December 2022
The interfacial layer breaker: a violation of Stokes' law in high-speed Atomic Force Microscope flows
Structured water near surfaces is important in non-classical crystallization, biomineralization, and restructuring of cellular membranes. In addition to equilibrium structures, studied by atomic force microscopy (AFM), high-speed AFM (H-S AFM) can now detect piconewton forces in microseconds. With increasing speeds and decreasing tip diameters, there is a danger that continuum water models will not hold, and molecular dynamics (MD) simulations would be needed for accurate predictions. MD simulations, however, can only evolve over tens of nanoseconds due to memory and computational efficiency/speed limitations, so new methods are needed to bridge the gap. Here we report a hybrid, multi-scale simulation method, which can bridge the size and timescale gaps to existing experiments. Structured water is studied between a moving silica AFM colloidal tip and a cleaved mica surface. The computational domain includes 1472766 atoms. To mimic the effect of long-range hydrodynamic forces occurring in water, when moving the AFM tip at speeds from to 30 m/s, a 5 × 10-7 2 hybrid multiscale method with local atomistic resolution is used, which serves as an effective open-domain boundary condition. The multiscale simulation is thus equivalent to using a macroscopically large computational domain with equilibrium boundary conditions. Quantification of the drag force shows breaking of continuum behaviour. Non-monotonic dependence on both tip speed and distance from the surface imply breaking of the hydration layer around the moving tip at timescales smaller than water cluster formation and strong water compressibility effects at the highest speeds.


-- Problem details --
Make an exact transcription of the data below.

-- Dataset records --

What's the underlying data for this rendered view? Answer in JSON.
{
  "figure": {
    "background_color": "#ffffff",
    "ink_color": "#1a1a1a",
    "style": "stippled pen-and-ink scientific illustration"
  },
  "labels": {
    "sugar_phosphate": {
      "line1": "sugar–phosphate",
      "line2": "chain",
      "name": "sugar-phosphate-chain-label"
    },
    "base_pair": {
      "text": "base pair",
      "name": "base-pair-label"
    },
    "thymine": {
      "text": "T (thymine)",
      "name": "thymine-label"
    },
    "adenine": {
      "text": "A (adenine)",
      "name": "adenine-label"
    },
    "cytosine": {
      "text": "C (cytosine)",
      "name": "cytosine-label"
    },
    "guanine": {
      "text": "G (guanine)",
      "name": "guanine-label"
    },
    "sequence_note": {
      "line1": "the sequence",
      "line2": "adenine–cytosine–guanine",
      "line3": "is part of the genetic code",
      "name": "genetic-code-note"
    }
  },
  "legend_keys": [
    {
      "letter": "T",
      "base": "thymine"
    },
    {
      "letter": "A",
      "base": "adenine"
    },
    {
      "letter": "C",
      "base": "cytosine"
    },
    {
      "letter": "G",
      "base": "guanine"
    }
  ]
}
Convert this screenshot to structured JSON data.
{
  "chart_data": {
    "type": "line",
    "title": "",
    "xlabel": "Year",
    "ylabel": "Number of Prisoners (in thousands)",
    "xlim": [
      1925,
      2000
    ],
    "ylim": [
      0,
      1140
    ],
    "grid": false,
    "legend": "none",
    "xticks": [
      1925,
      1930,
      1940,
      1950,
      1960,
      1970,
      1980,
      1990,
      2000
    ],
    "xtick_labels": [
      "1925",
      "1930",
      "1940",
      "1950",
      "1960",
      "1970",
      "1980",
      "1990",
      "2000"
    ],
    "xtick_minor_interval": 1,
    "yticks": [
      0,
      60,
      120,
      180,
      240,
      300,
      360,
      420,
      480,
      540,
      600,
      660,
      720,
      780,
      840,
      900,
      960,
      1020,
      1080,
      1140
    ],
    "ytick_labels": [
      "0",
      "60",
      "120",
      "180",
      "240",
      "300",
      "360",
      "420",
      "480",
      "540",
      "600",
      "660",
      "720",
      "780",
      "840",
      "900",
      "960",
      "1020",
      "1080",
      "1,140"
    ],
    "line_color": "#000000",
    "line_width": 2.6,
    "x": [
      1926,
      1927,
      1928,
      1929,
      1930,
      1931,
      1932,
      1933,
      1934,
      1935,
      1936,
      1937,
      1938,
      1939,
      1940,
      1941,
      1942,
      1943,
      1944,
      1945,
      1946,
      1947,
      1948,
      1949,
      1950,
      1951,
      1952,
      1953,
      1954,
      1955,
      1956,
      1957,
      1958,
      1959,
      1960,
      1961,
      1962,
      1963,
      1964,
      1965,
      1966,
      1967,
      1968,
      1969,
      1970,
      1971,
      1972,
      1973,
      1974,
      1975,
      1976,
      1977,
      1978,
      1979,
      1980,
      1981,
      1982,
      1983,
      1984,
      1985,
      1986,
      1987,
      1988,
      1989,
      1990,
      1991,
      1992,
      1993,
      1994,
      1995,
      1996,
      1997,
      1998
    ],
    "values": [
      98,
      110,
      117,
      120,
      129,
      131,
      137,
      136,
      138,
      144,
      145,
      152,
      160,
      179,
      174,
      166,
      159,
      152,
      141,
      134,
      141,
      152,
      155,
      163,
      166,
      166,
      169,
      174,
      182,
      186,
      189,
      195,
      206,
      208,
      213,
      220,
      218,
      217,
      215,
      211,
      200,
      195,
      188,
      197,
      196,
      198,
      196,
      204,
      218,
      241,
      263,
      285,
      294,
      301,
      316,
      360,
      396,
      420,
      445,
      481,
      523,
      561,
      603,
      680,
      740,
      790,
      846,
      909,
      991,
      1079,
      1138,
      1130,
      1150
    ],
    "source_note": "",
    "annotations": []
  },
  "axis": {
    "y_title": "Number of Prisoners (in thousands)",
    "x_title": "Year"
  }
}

-- Written solution --
What's the underlying data for this rendered view? Answer in JSON.
{
  "figure": {
    "background_color": "#ffffff",
    "ink_color": "#1a1a1a",
    "style": "stippled pen-and-ink scientific illustration"
  },
  "labels": {
    "sugar_phosphate": {
      "line1": "sugar–phosphate",
      "line2": "chain",
      "name": "sugar-phosphate-chain-label"
    },
    "base_pair": {
      "text": "base pair",
      "name": "base-pair-label"
    },
    "thymine": {
      "text": "T (thymine)",
      "name": "thymine-label"
    },
    "adenine": {
      "text": "A (adenine)",
      "name": "adenine-label"
    },
    "cytosine": {
      "text": "C (cytosine)",
      "name": "cytosine-label"
    },
    "guanine": {
      "text": "G (guanine)",
      "name": "guanine-label"
    },
    "sequence_note": {
      "line1": "the sequence",
      "line2": "adenine–cytosine–guanine",
      "line3": "is part of the genetic code",
      "name": "genetic-code-note"
    }
  },
  "legend_keys": [
    {
      "letter": "T",
      "base": "thymine"
    },
    {
      "letter": "A",
      "base": "adenine"
    },
    {
      "letter": "C",
      "base": "cytosine"
    },
    {
      "letter": "G",
      "base": "guanine"
    }
  ]
}
Convert this screenshot to structured JSON data.
{
  "chart_data": {
    "type": "line",
    "title": "",
    "xlabel": "Year",
    "ylabel": "Number of Prisoners (in thousands)",
    "xlim": [
      1925,
      2000
    ],
    "ylim": [
      0,
      1140
    ],
    "grid": false,
    "legend": "none",
    "xticks": [
      1925,
      1930,
      1940,
      1950,
      1960,
      1970,
      1980,
      1990,
      2000
    ],
    "xtick_labels": [
      "1925",
      "1930",
      "1940",
      "1950",
      "1960",
      "1970",
      "1980",
      "1990",
      "2000"
    ],
    "xtick_minor_interval": 1,
    "yticks": [
      0,
      60,
      120,
      180,
      240,
      300,
      360,
      420,
      480,
      540,
      600,
      660,
      720,
      780,
      840,
      900,
      960,
      1020,
      1080,
      1140
    ],
    "ytick_labels": [
      "0",
      "60",
      "120",
      "180",
      "240",
      "300",
      "360",
      "420",
      "480",
      "540",
      "600",
      "660",
      "720",
      "780",
      "840",
      "900",
      "960",
      "1020",
      "1080",
      "1,140"
    ],
    "line_color": "#000000",
    "line_width": 2.6,
    "x": [
      1926,
      1927,
      1928,
      1929,
      1930,
      1931,
      1932,
      1933,
      1934,
      1935,
      1936,
      1937,
      1938,
      1939,
      1940,
      1941,
      1942,
      1943,
      1944,
      1945,
      1946,
      1947,
      1948,
      1949,
      1950,
      1951,
      1952,
      1953,
      1954,
      1955,
      1956,
      1957,
      1958,
      1959,
      1960,
      1961,
      1962,
      1963,
      1964,
      1965,
      1966,
      1967,
      1968,
      1969,
      1970,
      1971,
      1972,
      1973,
      1974,
      1975,
      1976,
      1977,
      1978,
      1979,
      1980,
      1981,
      1982,
      1983,
      1984,
      1985,
      1986,
      1987,
      1988,
      1989,
      1990,
      1991,
      1992,
      1993,
      1994,
      1995,
      1996,
      1997,
      1998
    ],
    "values": [
      98,
      110,
      117,
      120,
      129,
      131,
      137,
      136,
      138,
      144,
      145,
      152,
      160,
      179,
      174,
      166,
      159,
      152,
      141,
      134,
      141,
      152,
      155,
      163,
      166,
      166,
      169,
      174,
      182,
      186,
      189,
      195,
      206,
      208,
      213,
      220,
      218,
      217,
      215,
      211,
      200,
      195,
      188,
      197,
      196,
      198,
      196,
      204,
      218,
      241,
      263,
      285,
      294,
      301,
      316,
      360,
      396,
      420,
      445,
      481,
      523,
      561,
      603,
      680,
      740,
      790,
      846,
      909,
      991,
      1079,
      1138,
      1130,
      1150
    ],
    "source_note": "",
    "annotations": []
  },
  "axis": {
    "y_title": "Number of Prisoners (in thousands)",
    "x_title": "Year"
  }
}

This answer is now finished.